The current developments, Lokpobiri told Al Jazeera, have so far “undermined and insulted the sensibilities of the Ijaw people”.
He said a lack of a fair and lasting solution could force the people to deploy different means in showing support for the governor, warning that interested parties could “go destructive which tends to get attention faster and better”.
“The president’s [actions and inactions] can be a recipe for disaster not just in Rivers State but the Niger Delta,” he warned. “If this issue is not managed and the president thinks it does not affect him, it will affect the oil industry.”
This could lead to an armed revolution, says Medee.
“People revolt in their area of advantage and one of their [Ijaw people] area of advantage is the oil pipeline that carries crude from other parts of the state through Ogoniland in Rivers …they could cut it off,” he told Al Jazeera.
‘A multiplier effect’
In the early 2000s, Niger Deltan youths, aggrieved by the economic marginalisation and environmental degradation of the region despite being the source of oil wealth, banded together into armed groups. They infamously destroyed oil pipelines and abducted oil companies’ employees. These attacks reduced oil production significantly, costing Nigeria a fifth of its production.
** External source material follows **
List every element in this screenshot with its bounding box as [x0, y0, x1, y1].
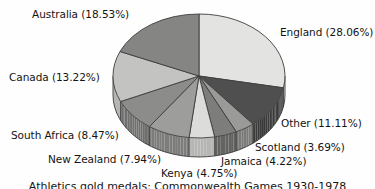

This continued for years until a 2009 presidential amnesty directive granted unconditional pardons and gave cash payments to rebels who agreed to turn in their arms.
“If the [rebels] boys start again, it will hamper oil production and our calculation will fall short of expectation,” Adeola said.
Since the amnesty, the armed struggle in the delta has quietened partly because of surveillance deals granted to some former rebel leaders but also because of illegal small-scale refineries operated in parts of the region.
But experts like Obemeata Oriakpono, a reader in environmental health and toxicology at the University of Port Harcourt, say the political crisis could reignite that conflict and cause environmental damage that “cannot be quantified”.
“If the conflict degenerates more, it will be a multiplier effect,” he said.
Meanwhile, oil spillage resulting from sabotage could compound a continuing cleanup in Ogoniland, an area of 1,000sq km (385sq miles), which has historically been the epicentre of oil spills in the delta.
So Lokpobiri hopes the crisis is resolved permanently. “Our goal is not victory over one but a peaceful reconciliation,” he said, but warned that “[the] Ijaw nation will never allow [the governor] to be impeached. He must complete his [four-year] tenure.”